Monitoring Our Woodland Nature Reserves

Monitoring Our Woodland Nature Reserves

Bluebells in Waresley & Gransden Woods - Robert Enderby

Siân Williams, Senior Monitoring and Research Officer, gives an overview of habitat monitoring and a new method the team have been trialing to assess the condition of our woodland sites.

The Monitoring and Research Team regularly visits our nature reserves to see how they are doing, working with Nature Reserve Management Teams across the three counties. We look at the ecological condition of different habitats in detail, and the effects of our management work, to make sure that what we are doing is having a positive effect on wildlife. Regular monitoring of habitats can flag up where we might need to focus more effort in a particular place, or tweak the management a bit. It can also highlight other factors (such as changes in water levels, or impacts of plant diseases) that may be having an impact on our reserves.

In recent years we have been setting up programmes of regular habitat monitoring which use the same method across all of our reserves, repeated at regular intervals. These consistent methods allow us to compare over time and also between sites, and give us specific data we can use to scientifically assess the effects of our management.
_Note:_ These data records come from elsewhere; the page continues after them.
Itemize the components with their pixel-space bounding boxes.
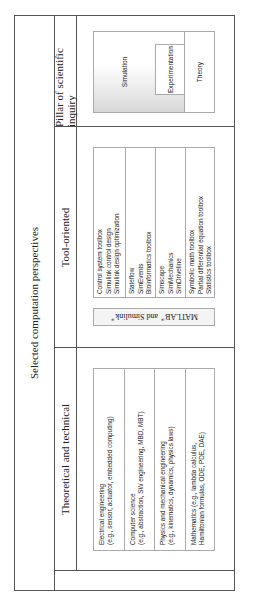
column-divider-1 [54, 347, 235, 348]
registered-mark: ® [160, 317, 165, 322]
toolbox-group: Control system toolbox Simulink control … [94, 148, 125, 297]
computation-perspectives-table: Selected computation perspectives Theore… [14, 15, 235, 591]
header-theoretical: Theoretical and technical [54, 348, 76, 571]
left-strip-divider [54, 570, 235, 571]
item-title: Mathematics (e.g., lambda calculus, [190, 374, 198, 545]
theory-label: Theory [184, 31, 215, 113]
item-detail: (e.g., sensor, actuator, embedded comput… [106, 374, 114, 545]
item-title: Electrical engineering [98, 374, 106, 545]
toolbox-item: Simscape [158, 151, 167, 294]
toolbox-item: SimDriveline [175, 151, 184, 294]
item-detail: (e.g., kinematics, dynamics, physics law… [167, 374, 175, 545]
matlab-simulink-label: MATLAB® and Simulink® [93, 308, 215, 326]
toolbox-item: Control system toolbox [96, 151, 105, 294]
toolbox-item: Partial differential equation toolbox [197, 151, 206, 294]
column-divider-2 [54, 126, 235, 127]
registered-mark: ® [110, 317, 115, 322]
toolbox-item: Simulink control design [105, 151, 114, 294]
toolbox-item: Stateflow [128, 151, 137, 294]
toolbox-item: Symbolic math toolbox [188, 151, 197, 294]
theoretical-item: Mathematics (e.g., lambda calculus, Hami… [185, 369, 215, 550]
toolbox-group: Simscape SimMechanics SimDriveline [155, 148, 185, 297]
toolbox-group: Stateflow SimEvents Bioinformatics toolb… [125, 148, 155, 297]
matlab-name: MATLAB [165, 312, 198, 321]
theoretical-list: Electrical engineering (e.g., sensor, ac… [93, 368, 215, 551]
item-detail: (e.g., abstraction, SW engineering, MBD,… [137, 374, 145, 545]
theoretical-item: Computer science (e.g., abstraction, SW … [124, 369, 154, 550]
simulink-name: and Simulink [115, 312, 160, 321]
theoretical-item: Electrical engineering (e.g., sensor, ac… [94, 369, 124, 550]
simulation-label: Simulation [94, 32, 154, 112]
toolbox-item: Statistics toolbox [205, 151, 214, 294]
theoretical-item: Physics and mechanical engineering (e.g.… [154, 369, 185, 550]
toolbox-group: Symbolic math toolbox Partial differenti… [185, 148, 215, 297]
item-detail: Hamiltonian formulas, ODE, PDE, DAE) [198, 374, 206, 545]
toolbox-item: Simulink design optimization [113, 151, 122, 294]
item-title: Computer science [129, 374, 137, 545]
item-title: Physics and mechanical engineering [159, 374, 167, 545]
toolbox-item: SimEvents [137, 151, 146, 294]
pillar-graphic: Simulation Experimentation Theory [93, 31, 215, 113]
toolbox-item: Bioinformatics toolbox [145, 151, 154, 294]
header-pillar: Pillar of scientific inquiry [54, 15, 76, 127]
experimentation-label: Experimentation [155, 44, 185, 95]
header-tool-oriented: Tool-oriented [54, 127, 76, 348]
toolbox-item: SimMechanics [167, 151, 176, 294]
table-title: Selected computation perspectives [14, 15, 54, 591]
toolbox-list: Control system toolbox Simulink control … [93, 147, 215, 298]
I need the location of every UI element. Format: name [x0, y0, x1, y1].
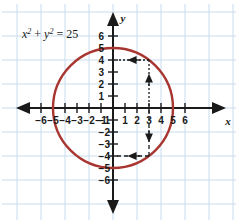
x-tick-label-3: 3 [146, 115, 152, 126]
equation-rhs: 25 [66, 27, 78, 41]
coordinate-plane-figure: −6 −5 −4 −3 −2 −1 1 2 3 4 5 6 6 5 4 3 2 … [0, 0, 237, 224]
x-tick-label--2: −2 [83, 115, 95, 126]
x-tick-label-6: 6 [182, 115, 188, 126]
x-tick-label-1: 1 [122, 115, 128, 126]
x-tick-label-5: 5 [170, 115, 176, 126]
y-tick-label--4: −4 [99, 151, 111, 162]
y-tick-label-4: 4 [98, 55, 104, 66]
x-tick-label-4: 4 [158, 115, 164, 126]
y-tick-label-2: 2 [98, 79, 104, 90]
y-tick-label-6: 6 [98, 31, 104, 42]
equation-exponent-1: 2 [27, 27, 31, 36]
equation-exponent-2: 2 [49, 27, 53, 36]
y-tick-label-1: 1 [98, 91, 104, 102]
graph-svg: −6 −5 −4 −3 −2 −1 1 2 3 4 5 6 6 5 4 3 2 … [0, 0, 237, 224]
x-tick-label--4: −4 [59, 115, 71, 126]
y-tick-label-3: 3 [98, 67, 104, 78]
x-tick-label-2: 2 [134, 115, 140, 126]
x-tick-label--5: −5 [47, 115, 59, 126]
y-axis-label: y [119, 12, 126, 24]
x-axis-label: x [224, 115, 231, 127]
x-tick-label--6: −6 [35, 115, 47, 126]
y-tick-label--6: −6 [99, 175, 111, 186]
equation-equals: = [56, 27, 63, 41]
y-tick-label--1: −1 [99, 115, 111, 126]
y-tick-label--3: −3 [99, 139, 111, 150]
equation-plus: + [34, 27, 41, 41]
x-tick-label--3: −3 [71, 115, 83, 126]
y-tick-label--5: −5 [99, 163, 111, 174]
y-tick-label--2: −2 [99, 127, 111, 138]
y-tick-label-5: 5 [98, 43, 104, 54]
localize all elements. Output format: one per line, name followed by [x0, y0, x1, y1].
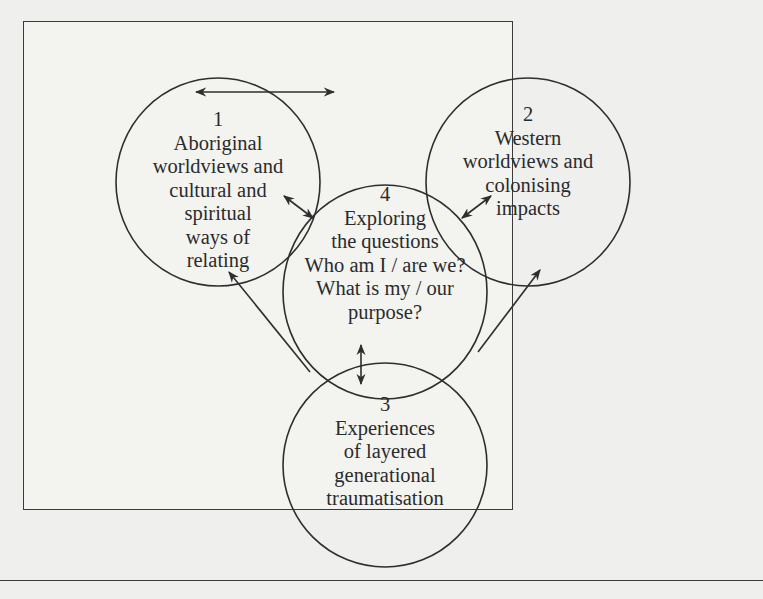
node-4-line: What is my / our	[285, 277, 485, 301]
node-2-line: Western	[428, 127, 628, 151]
node-3-label: 3 Experiences of layered generational tr…	[285, 393, 485, 511]
node-1-line: worldviews and	[118, 155, 318, 179]
node-4-line: purpose?	[285, 301, 485, 325]
node-4-label: 4 Exploring the questions Who am I / are…	[285, 183, 485, 324]
node-3-line: generational	[285, 464, 485, 488]
node-3-line: Experiences	[285, 417, 485, 441]
node-3-line: traumatisation	[285, 487, 485, 511]
node-4-line: the questions	[285, 230, 485, 254]
node-2-number: 2	[428, 103, 628, 127]
node-2-line: worldviews and	[428, 150, 628, 174]
node-4-line: Exploring	[285, 207, 485, 231]
node-3-line: of layered	[285, 440, 485, 464]
node-1-number: 1	[118, 108, 318, 132]
node-4-line: Who am I / are we?	[285, 254, 485, 278]
node-3-number: 3	[285, 393, 485, 417]
node-1-line: Aboriginal	[118, 132, 318, 156]
node-4-number: 4	[285, 183, 485, 207]
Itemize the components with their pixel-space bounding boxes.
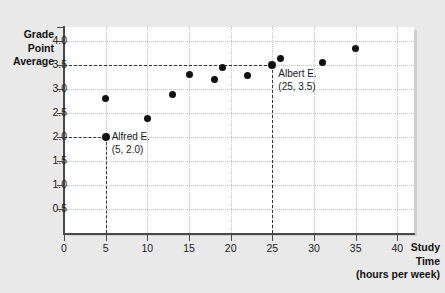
y-axis-tick-label: 1.5 (52, 154, 67, 166)
grid-line-horizontal (64, 113, 414, 115)
x-axis-tick (147, 235, 148, 241)
grid-line-horizontal (64, 41, 414, 43)
x-axis-title-line-1: Study (275, 241, 440, 255)
y-axis-tick-label: 2.0 (52, 130, 67, 142)
grid-line-vertical (314, 27, 316, 233)
x-axis-tick (64, 235, 65, 241)
data-point (277, 55, 284, 62)
y-axis-title: Grade Point Average (0, 28, 54, 69)
x-axis-tick-label: 15 (169, 242, 209, 254)
data-point (144, 115, 151, 122)
y-axis-tick (57, 27, 64, 28)
x-axis-title-line-2: Time (275, 255, 440, 269)
annotation-albert-coords: (25, 3.5) (278, 80, 316, 93)
y-axis-tick-label: 0.5 (52, 202, 67, 214)
x-axis-tick-label: 0 (44, 242, 84, 254)
x-axis-tick (272, 235, 273, 241)
x-axis-line (63, 233, 415, 235)
data-point (211, 76, 218, 83)
annotation-alfred: Alfred E. (5, 2.0) (112, 130, 150, 156)
grid-line-horizontal (64, 89, 414, 91)
x-axis-tick-label: 10 (127, 242, 167, 254)
x-axis-title: Study Time (hours per week) (275, 241, 440, 282)
y-axis-tick-label: 4.0 (52, 34, 67, 46)
y-axis-tick-label: 3.5 (52, 58, 67, 70)
y-axis-title-line-1: Grade (0, 28, 54, 42)
scatter-plot-figure: 0.51.01.52.02.53.03.54.00510152025303540… (0, 0, 445, 293)
x-axis-tick (189, 235, 190, 241)
reference-line-horizontal (64, 65, 272, 66)
grid-line-vertical (397, 27, 399, 233)
x-axis-tick-label: 5 (86, 242, 126, 254)
annotation-alfred-coords: (5, 2.0) (112, 143, 150, 156)
grid-line-vertical (189, 27, 191, 233)
annotation-alfred-name: Alfred E. (112, 130, 150, 143)
annotation-albert: Albert E. (25, 3.5) (278, 67, 316, 93)
y-axis-title-line-3: Average (0, 55, 54, 69)
y-axis-title-line-2: Point (0, 42, 54, 56)
x-axis-tick (106, 235, 107, 241)
y-axis-tick-label: 3.0 (52, 82, 67, 94)
grid-line-horizontal (64, 185, 414, 187)
reference-line-horizontal (64, 137, 106, 138)
data-point-labeled (102, 133, 110, 141)
grid-line-vertical (356, 27, 358, 233)
x-axis-title-line-3: (hours per week) (275, 268, 440, 282)
grid-line-vertical (231, 27, 233, 233)
grid-line-horizontal (64, 161, 414, 163)
grid-line-horizontal (64, 209, 414, 211)
data-point (186, 71, 193, 78)
reference-line-vertical (106, 137, 107, 233)
y-axis-tick-label: 1.0 (52, 178, 67, 190)
data-point (219, 64, 226, 71)
reference-line-vertical (272, 65, 273, 233)
x-axis-tick (231, 235, 232, 241)
x-axis-tick-label: 20 (211, 242, 251, 254)
y-axis-tick-label: 2.5 (52, 106, 67, 118)
annotation-albert-name: Albert E. (278, 67, 316, 80)
data-point (169, 91, 176, 98)
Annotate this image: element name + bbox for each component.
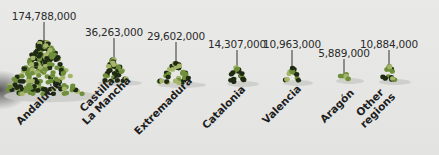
value-label-extremadura: 29,602,000 (147, 30, 205, 42)
value-label-andalucia: 174,788,000 (12, 10, 77, 22)
value-label-other: 10,884,000 (360, 38, 418, 50)
value-label-valencia: 10,963,000 (263, 38, 321, 50)
value-label-castilla: 36,263,000 (85, 26, 143, 38)
olive-production-chart: 174,788,000 36,263,000 29,602,000 14,307… (0, 0, 439, 155)
olive-piles (0, 0, 439, 155)
value-label-catalonia: 14,307,000 (208, 38, 266, 50)
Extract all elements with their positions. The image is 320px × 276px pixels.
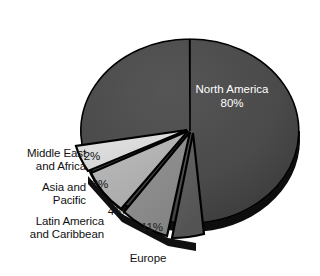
slice-value-north-america: 80%	[220, 97, 243, 109]
pie-chart-figure: North America 80% 11% 4% 3% 2% Middle Ea…	[0, 0, 320, 276]
slice-value-asia-pacific: 3%	[92, 178, 109, 190]
slice-callout-latin-america: Latin America and Caribbean	[0, 215, 104, 240]
slice-callout-europe: Europe	[116, 252, 180, 265]
slice-value-middle-east-africa: 2%	[84, 150, 101, 162]
slice-label-north-america-name: North America	[196, 83, 269, 95]
slice-callout-middle-east-africa: Middle East and Africa	[2, 147, 86, 172]
slice-value-europe: 11%	[141, 221, 163, 233]
slice-value-latin-america: 4%	[108, 205, 125, 217]
slice-callout-asia-pacific: Asia and Pacific	[6, 181, 86, 206]
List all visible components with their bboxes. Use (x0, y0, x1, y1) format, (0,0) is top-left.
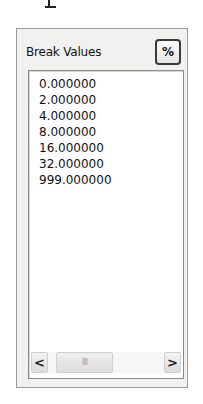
list-item[interactable]: 16.000000 (39, 140, 112, 156)
horizontal-scrollbar[interactable]: < IIII > (31, 352, 181, 373)
percent-toggle-button[interactable]: % (155, 39, 181, 65)
grip-icon: IIII (82, 358, 87, 367)
chevron-right-icon: > (167, 355, 178, 370)
chevron-left-icon: < (34, 355, 45, 370)
scroll-right-button[interactable]: > (164, 352, 181, 373)
list-item[interactable]: 0.000000 (39, 76, 112, 92)
list-item[interactable]: 2.000000 (39, 92, 112, 108)
panel-title: Break Values (26, 45, 101, 59)
percent-icon: % (162, 45, 174, 59)
scroll-left-button[interactable]: < (31, 352, 48, 373)
list-item[interactable]: 32.000000 (39, 156, 112, 172)
break-values-list[interactable]: 0.000000 2.000000 4.000000 8.000000 16.0… (28, 70, 184, 379)
break-values-panel: Break Values % 0.000000 2.000000 4.00000… (16, 28, 188, 388)
list-item[interactable]: 999.000000 (39, 172, 112, 188)
list-item[interactable]: 8.000000 (39, 124, 112, 140)
list-item[interactable]: 4.000000 (39, 108, 112, 124)
cropped-text-fragment (48, 0, 56, 8)
scrollbar-thumb[interactable]: IIII (56, 352, 113, 373)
For woodland habitats in particular, our new monitoring programme is focusing on structure. This means both physical structure and age structure. Physical structure includes recording how many layers there are in the vegetation: e.g. a ground layer, understorey, sub-canopy, and canopy and how dense or open these layers are. We also record the main species found within each layer. Recording age structure means looking at whether a wood includes seedlings and saplings, through young trees, to mature and veteran trees and both standing and fallen dead wood. Together, these tell us a lot about how healthy a woodland is, and what range of habitats it is providing for animal species.

Our monitoring methods involve setting up a number of sample points spaced out across a woodland. At each sample point, we mark out circular plots using flags (you can see the flags in the photos above). Within the plot, we then look at the characteristics of all of the different physical layers, and the number of trees in each age category. When we combine the data from all the sample points, we get a good picture of the overall condition of the wood.

We have trialed the methods on a couple of sites this spring, and will be starting a regular programme of monitoring across woodland reserves from 2022.